If he is not very careful he will bring voters to the point that they reasonably ask, why change the Government. One of the distinguishing principles that normally divides National from Labour is the attitude to social welfare. Most people, especially if they receive it, regard welfare as an unfortunate necessity. Labour traditionalists regard it as quite a good thing, reinforcing mutual dependency, giving people a stake in a collective organisation, a social glue.
Hence, Labour is quite willing to take income tax with one hand and give the same money back with the other in the form of welfare payments. That is what is happening at the upper end of the Working for Families scheme. Large families with incomes of $60,000 or more are taxed at Labour's top rate, 39c, and can apply to get some of the money back as a Working for Families tax credit.

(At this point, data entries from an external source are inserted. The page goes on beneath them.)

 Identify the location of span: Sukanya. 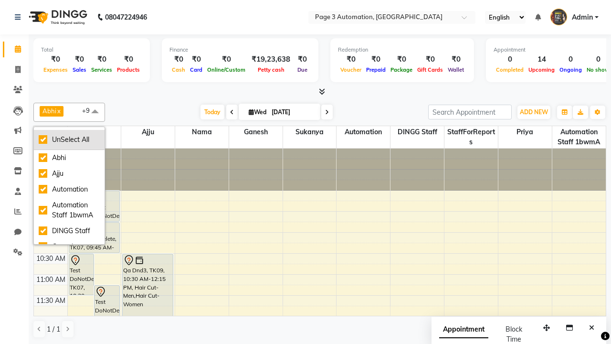
(310, 132).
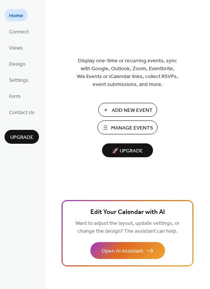  Describe the element at coordinates (17, 63) in the screenshot. I see `a: Design` at that location.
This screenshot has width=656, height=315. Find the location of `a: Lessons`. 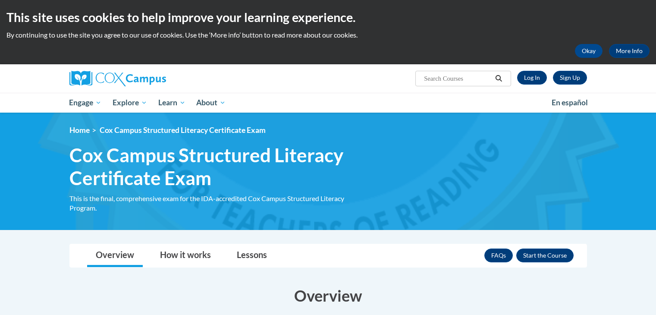

a: Lessons is located at coordinates (252, 255).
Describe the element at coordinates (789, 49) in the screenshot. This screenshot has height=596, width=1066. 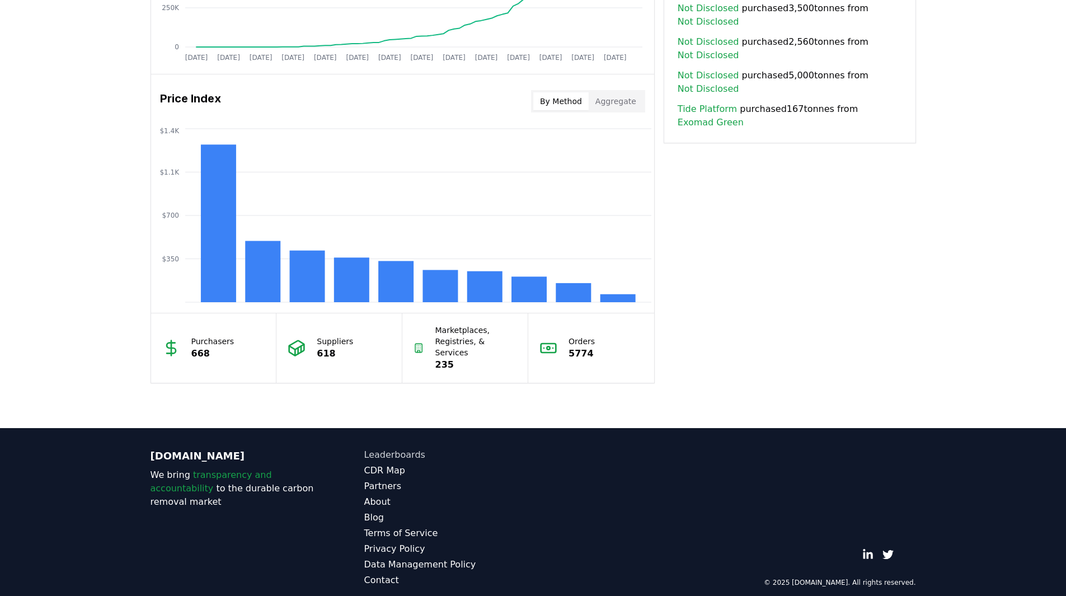
I see `span: purchased 2,560 tonnes from` at that location.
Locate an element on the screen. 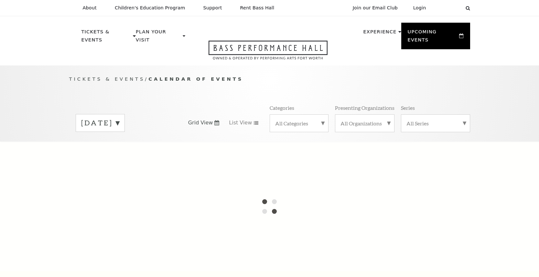  p: Support is located at coordinates (213, 8).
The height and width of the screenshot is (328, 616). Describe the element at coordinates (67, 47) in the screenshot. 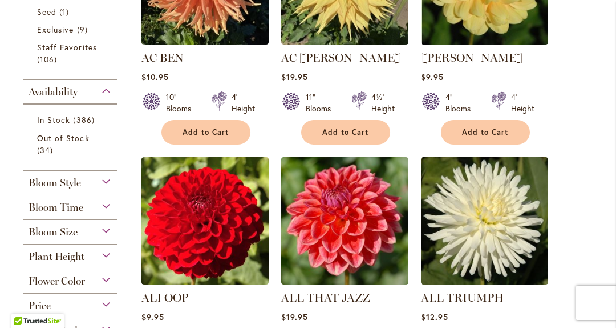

Reasonable people would think it easier all around to lower their tax in the first place, and cheaper since it would save on the cost of passing the money through the Inland Revenue system. Reasonable people would have been thinking that is exactly what a non-Labour government would do.
Not so, National says now. Taxes will be lowered, but even in the higher earning brackets, families receiving the present tax credit will continue to receive their benefit in that form. Last year, there were about 1000 large families on annual incomes of more than $100,000 receiving payments totalling $1.1 million. National's finance spokesman, Bill English, says the savings would be small if National removed them from the scheme.
"In this uncertain economic climate, we want to give all families certainty about their incomes," he said. Presumably this means their net income will be the same after National's programme of tax cuts, which it says it will announce in the first week of the election campaign. National's promise to keep Working for Families extends to retaining the increases budgeted by the present Government from October 1.
Truly National is reducing its room for tax reductions beyond those threshold changes Labour has scheduled for October. It becomes doubtful that even the top rate might be brought back to 33c if not lower. Labour was quick yesterday to suggest Mr Key is painting himself into a fiscal corner, unless he intends the unthinkable - to finance tax cuts from borrowing.
If he dares go into the election with an admitted deficit after promised tax cuts, he will need very good arguments during the campaign. On performance so far he will instead play safe, claim the tax cuts can be afforded from unspecified savings in government spending and pretend nothing else need change.
Mr Key is well ahead in the polls - our latest today finds National's margin wider even than it was - and should be preparing the voters for some rigorous steps, not all of which would be popular. Instead, he seems too anxious to nullify any policy that might be unpopular. He wants to offer the election policies that are pleasant and painless and barely distinguishable from the present.
He is making a rod for his own back if he is elected and wants to move the country in a more enterprising direction. These reassuring noises will not be forgotten, and breaches will not be forgiven. He should already be looking beyond election day.